Moving on. He also did illustrations for Don Quixote and for a publication of Dante’s inferno. He said he had never read Dante’s poem – he just dreamed about it and made his paintings from the dream. And then, at the very end of the exhibit were photos of Dali – with a thin, very long mustache that was curled at the ends. He was wearing a black and gold velvet patterned jacket – and looked both very crazy, and also insanely brilliant. Seeing the exhibit brought to life all the things I learned in school, but it sort of made me realize that they also left some things out.
As we were walking along the Bosporus afterward, Umit asked us if we had ever read Don Quixote.

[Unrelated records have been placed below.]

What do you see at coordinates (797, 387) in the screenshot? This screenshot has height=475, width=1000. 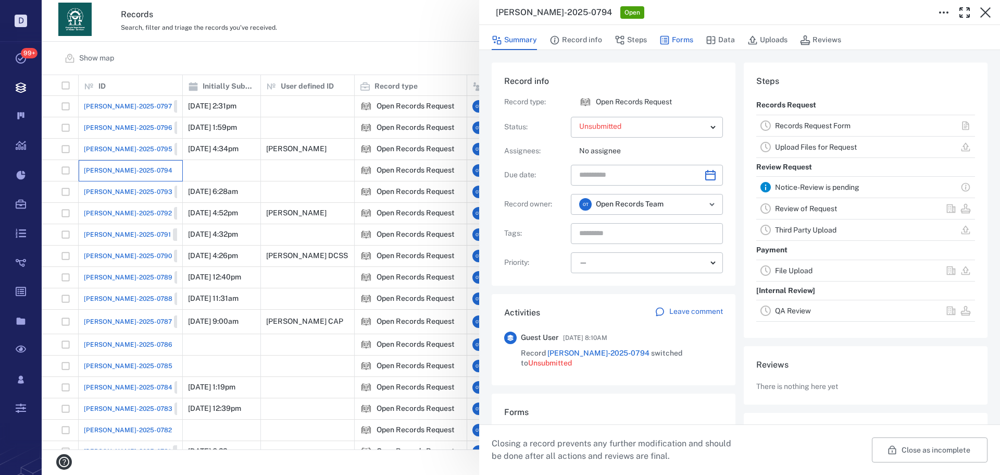 I see `p: There is nothing here yet` at bounding box center [797, 387].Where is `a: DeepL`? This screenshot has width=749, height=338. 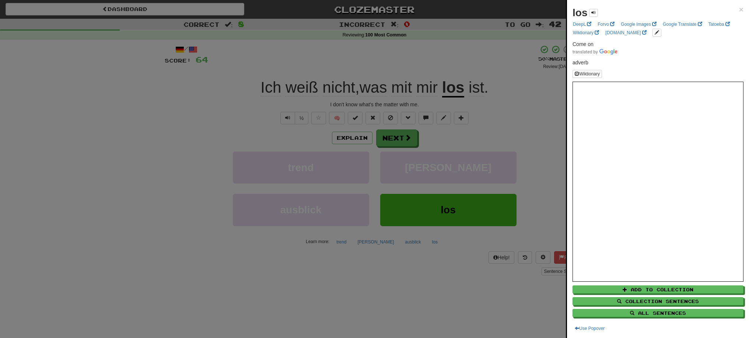
a: DeepL is located at coordinates (582, 24).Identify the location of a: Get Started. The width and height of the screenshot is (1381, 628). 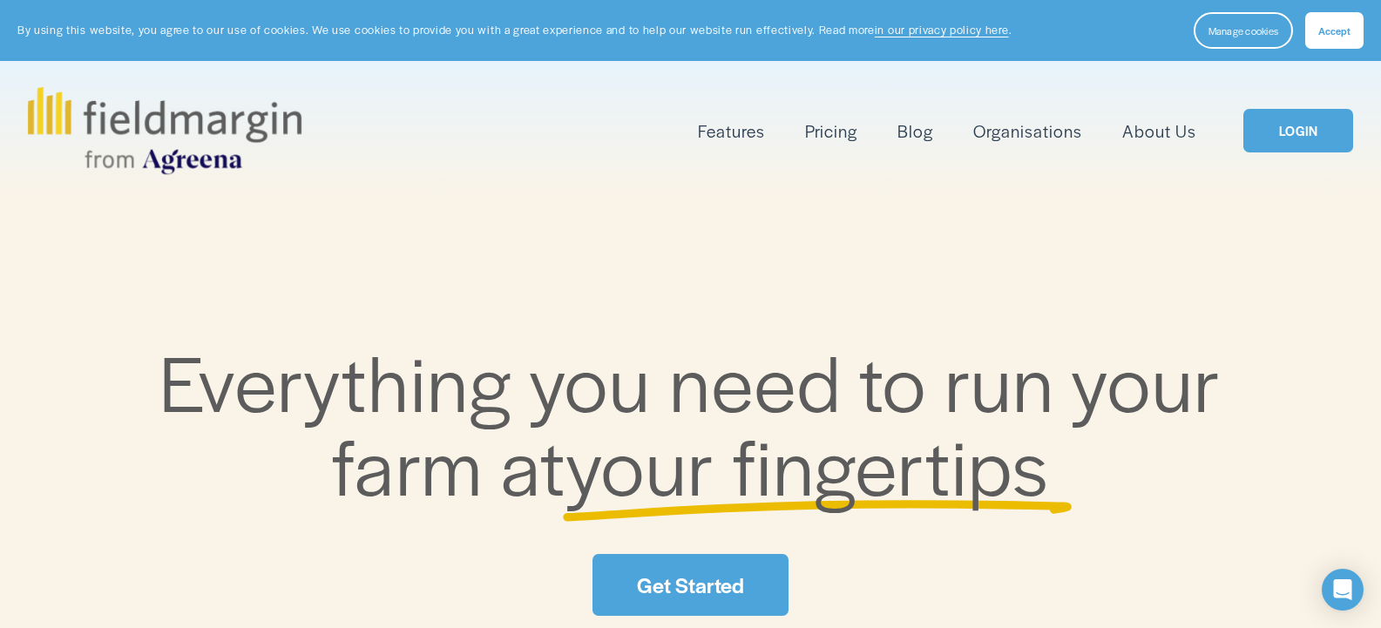
(690, 585).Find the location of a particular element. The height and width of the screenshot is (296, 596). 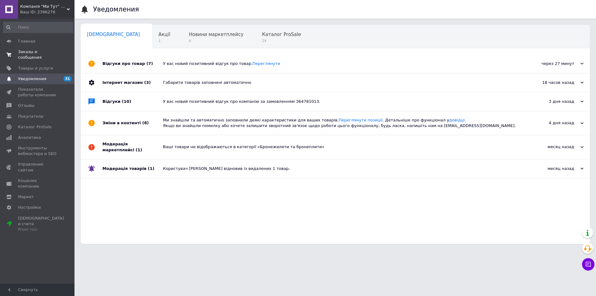

div: 3 дня назад is located at coordinates (552, 101).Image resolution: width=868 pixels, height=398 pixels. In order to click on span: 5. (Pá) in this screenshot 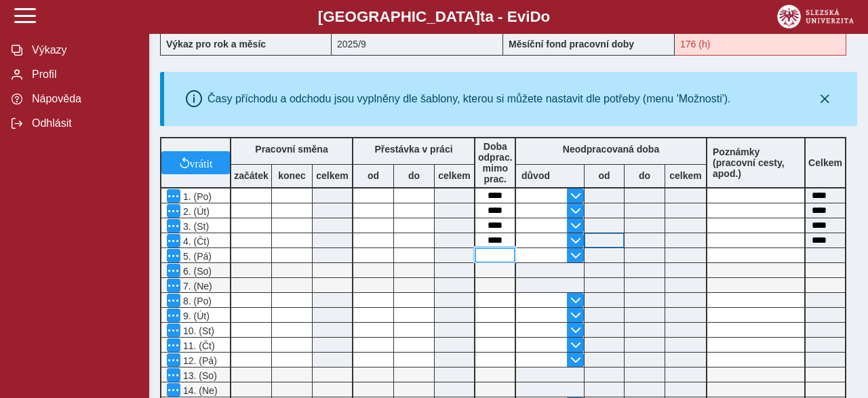, I will do `click(196, 256)`.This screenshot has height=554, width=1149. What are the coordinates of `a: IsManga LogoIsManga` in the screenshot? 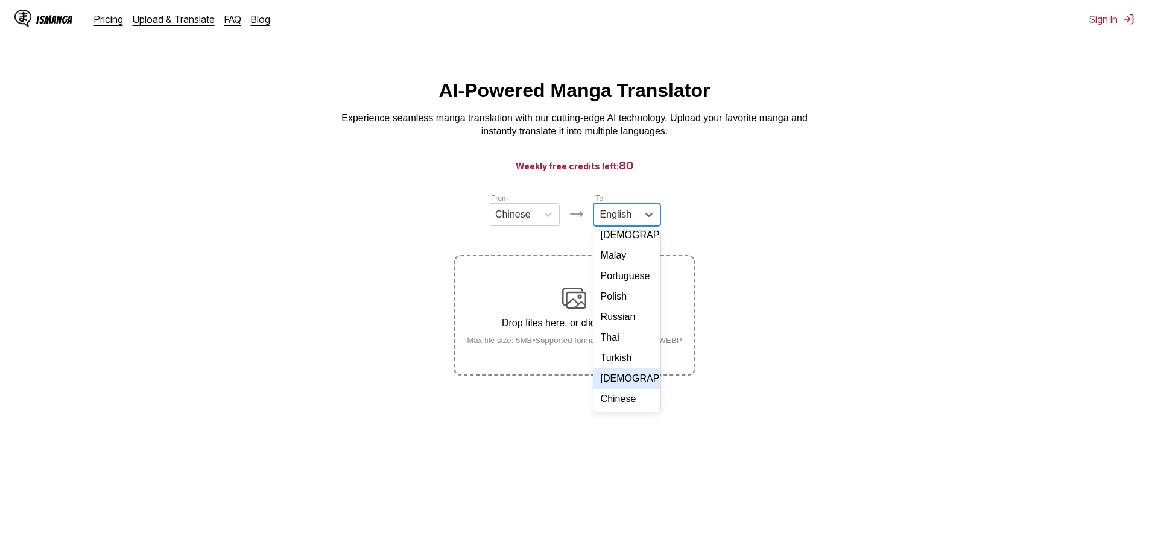 It's located at (54, 19).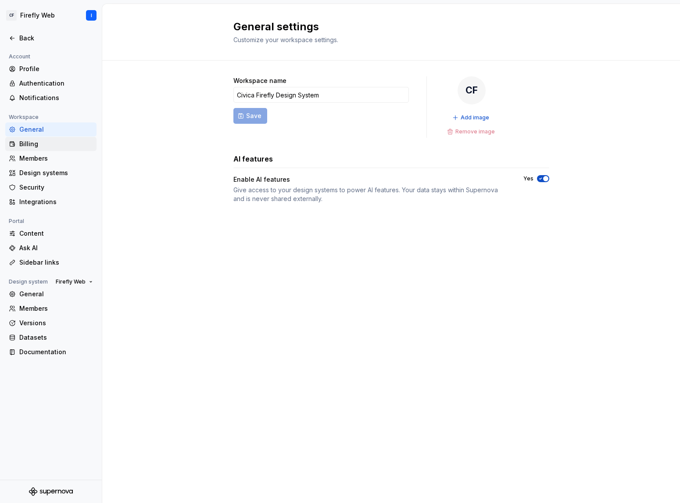  I want to click on div: Portal, so click(16, 221).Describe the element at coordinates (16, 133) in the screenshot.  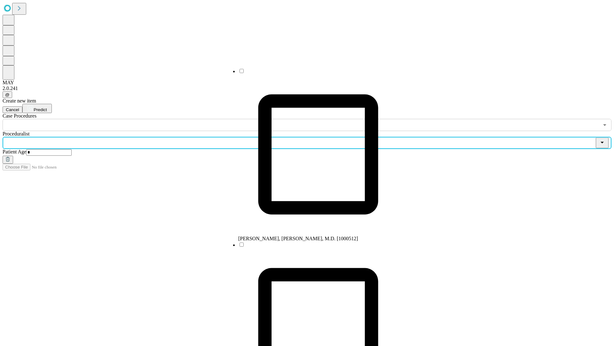
I see `span: Proceduralist` at that location.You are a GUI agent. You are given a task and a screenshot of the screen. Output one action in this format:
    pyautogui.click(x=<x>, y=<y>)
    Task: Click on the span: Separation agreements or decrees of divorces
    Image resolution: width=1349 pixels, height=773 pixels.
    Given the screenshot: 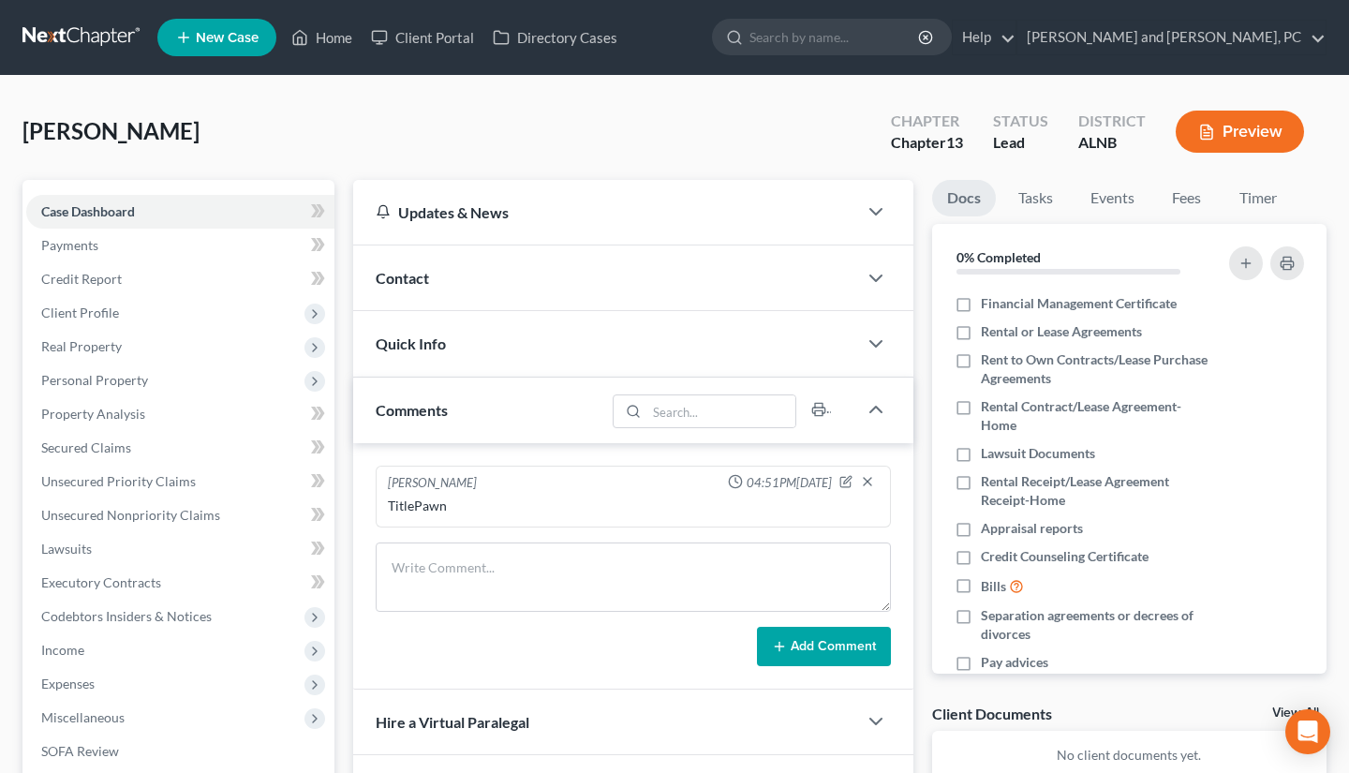 What is the action you would take?
    pyautogui.click(x=1096, y=625)
     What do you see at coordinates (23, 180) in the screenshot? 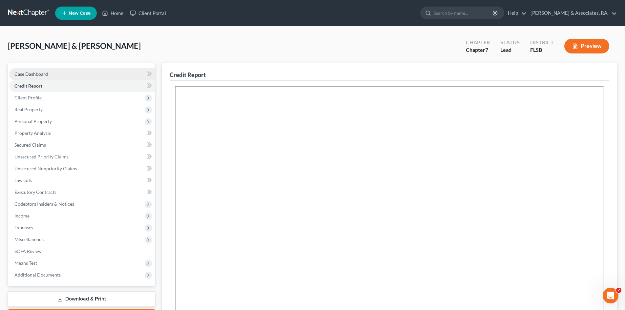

“I started to” Kate replied. “I started to read it in Spanish one summer, but didn’t get very far.”
“I never read it,” I said “but I watched the movie version of the musical, so I sort of know the story.” “And then, this summer, we ended up in a tiny town in the Czech Republic called Loket. It’s in the western part of the country, not so far from Germany. It’s in a bend in the river that is so bendy that the town is almost on an island, but not quite. At the top of the hill the town is built on is a castle. It’s a fairytale town. The first time I saw it I pinched myself. This can’t possibly be real I thought. It’s too perfect. But it was real. It was the sort of town where everyone knows everyone, and they all visit the local pub every night. Except in this town there were three local pubs. And it rains less. There’s more sunshine. And everyone is speaking Czech.
We heard there was going to be a play up at the castle, and since Kate is so into theater and all, and I love visiting castles, we decided to go. They had set up a small stage and some folding chairs for the show in the courtyard of the castle. I think there were maybe nine of us watching. The show was Don Quixote. The opening was in Spanish, which thankfully Kate understood and translated for me. But then it went into Czech, and I tried to remember the musical version I had seen so that I could at least sort of follow what was going on. Sancho, Don Quixote’s friend and companion was played by a woman wearing oversized shoes and an oversized belly. Don Quixote was on stilts. And then, we discovered that this was not just a Czech interpretation of a Spanish story. This was a Czech interpretation of a Spanish story with audience participation. And since there were only nine of us, it was a definite that we were going to be participating, Not minding at all that I was a mouse, they tried to get me to play Dulcinea, the woman Don Quixote devotes himself to. It soon became apparent though that there was a language problem and that I had no clue what I was saying, so they picked someone else. But at the end both Kate and I found ourselves standing on stage with our shoes off around the dying Don Quixote. We received a paper model of a pirate ship to thank us for our participation.”